After the Rent Freeze
Source: Phenomenal World | By JW Mason | February 10, 2026
The cost of affordable housing in New York City
This piece is co-published with the New York City Policy Forum, a new project dedicated to enriching debates over policy and governance in New York City.
With the failure of Eric Adams’s last-ditch effort to stack the Rent Guidelines Board (RGB), Mayor Zohran Mamdani is now in a position to fulfill his promise to freeze the rent. The nine-member RGB sets maximum rent increases for New York’s million-plus rent-regulated apartments, determining rents for over half of the city’s renters.
The RGB is tasked with balancing the interests of tenants and building owners, considering a wide range of factors including the cost of operating rent-regulated buildings, the cost of living for tenants, and the overall state of the housing market. In practice, they have wide discretion. The RGB delivered a 0 percent increase in regulated rents three times during the De Blasio administration. Most discussion of rent regulation in New York City focuses on the legal intricacies of who, where, and when the RGB guidelines will bite. But this risks losing sight of the bigger-picture questions about the financial terms on which housing is bought, owned, and sold—terms which may have to fundamentally change to make affordability possible.

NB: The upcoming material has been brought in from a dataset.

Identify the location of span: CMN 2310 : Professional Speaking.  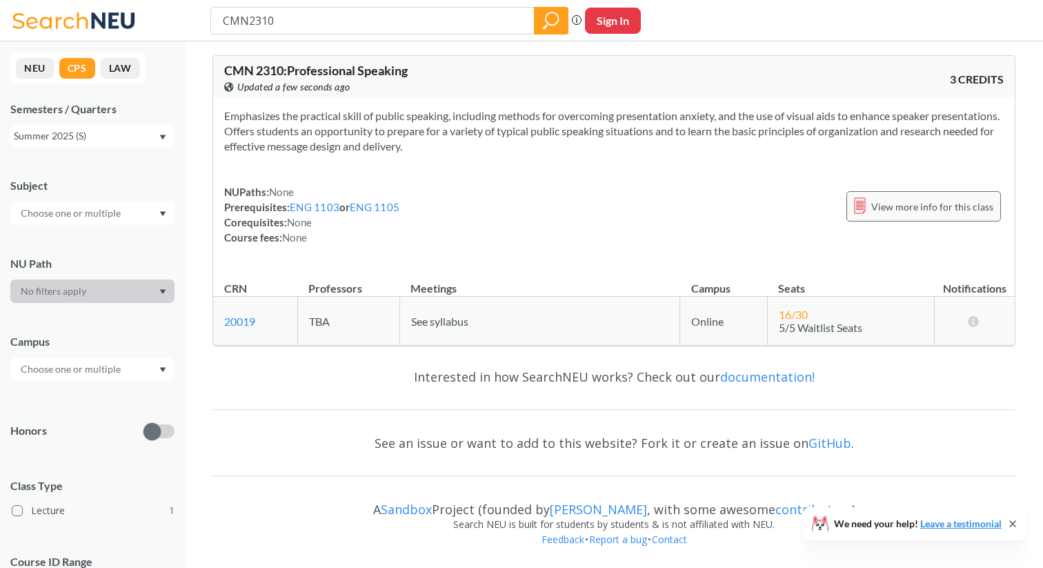
(316, 70).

To understand the implications of Mamdani’s rent freeze, we must consider the broader economics of housing in New York. Any discussion of rent regulation has to grapple with the fact that owners of residential buildings pay most of their rent earnings not on maintenance or operations, but to service their debts to their creditors. With the kind of leverage typical for investor-owned residential buildings, any significant slowing of rent growth is likely to see many building owners unable to make their mortgage payments.
The great majority of residential buildings have rental income well above their operating costs, and they could be profitably operated even with rents much lower than today’s. So in principle, there is space for the RGB not just to freeze the rent, but to roll back regulated rents by some significant percent. The big obstacle to a mandated rent reduction is not the real costs of providing housing, but the financial commitments inherited from the past. A building underwater on its mortgage is unfortunate for the owner; it can be disastrous for tenants.
Waiting for a market solution to this dilemma through the bankruptcy courts would be misguided, since renters would bear the brunt of cost savings in the form of decaying living conditions while landlords wait for a better deal. Instead, the city’s plan to freeze or reduce rents must be combined with a quick resolution for apartment buildings in financial distress. This resolution must take account of the major dynamics that shape the rental market in the city—high rent burdens, inadequate investment in previous decades, and the distinct circumstances of landlords controlling old buildings versus developers looking to build new ones. After a rent freeze, true housing affordability will call for a model of alternative, including public, ownership.
The rent-stabilized market
It’s easy enough to predict the argument against freezing the rent—without rent increases, many building owners will encounter financial problems, leading to deferred maintenance or abandonment. A recent piece in The City describes how property owners have struggled to make mortgage payments and cover operating expenses:
Every month, Langsam Property Services collects dozens of rent checks from two buildings it manages in The Bronx. But that’s not enough to cover the mortgage and operating expenses. So every month, the buildings’ owner sends another check—for at least $30,000, just to meet the mortgage.
The kinds of buildings…where all or almost all of the apartments are rent regulated…face extreme financial distress. Rent increases failed to keep up with costs for most of the last decade, and changes to state law in 2019 made it virtually impossible to renovate vacant units and raise the rents, putting such landlords in a bind…A four-year rent freeze could result in the kind of abandonment that happened in the 1970s.
It’s important to take these concerns seriously. The landlords quoted here are honest when they describe their difficulties paying their mortgages. But we should distinguish between debt service and other costs. Operating and maintenance costs reflect the actual costs of operating a building in the city. Debt service, on the other hand, reflects how much the current owner paid for the building. Combining these two sets of costs is common in discussions of rent regulation. Another recent story, for instance, quotes the executive director of the Association for Neighborhood and Housing Development: “You can’t continue to run a building without paying the mortgage and without paying your insurance.” Insurance is indeed a cost of running a building, but the mortgage is not. At most, it is a cost of owning it.
As we think about the economics of rent regulation, we should keep this distinction clear. While operating and maintenance costs are necessary to provide housing, mortgage payments are not. Essentially none of the debt owed by owners of rent-regulated buildings is construction loans, and very little of it is financed capital improvements. The cost of servicing that debt is not part of the cost of providing housing. It rather reflects how much the owner has borrowed against it. The problems faced by owners of rent-regulated apartment buildings look very different in this light.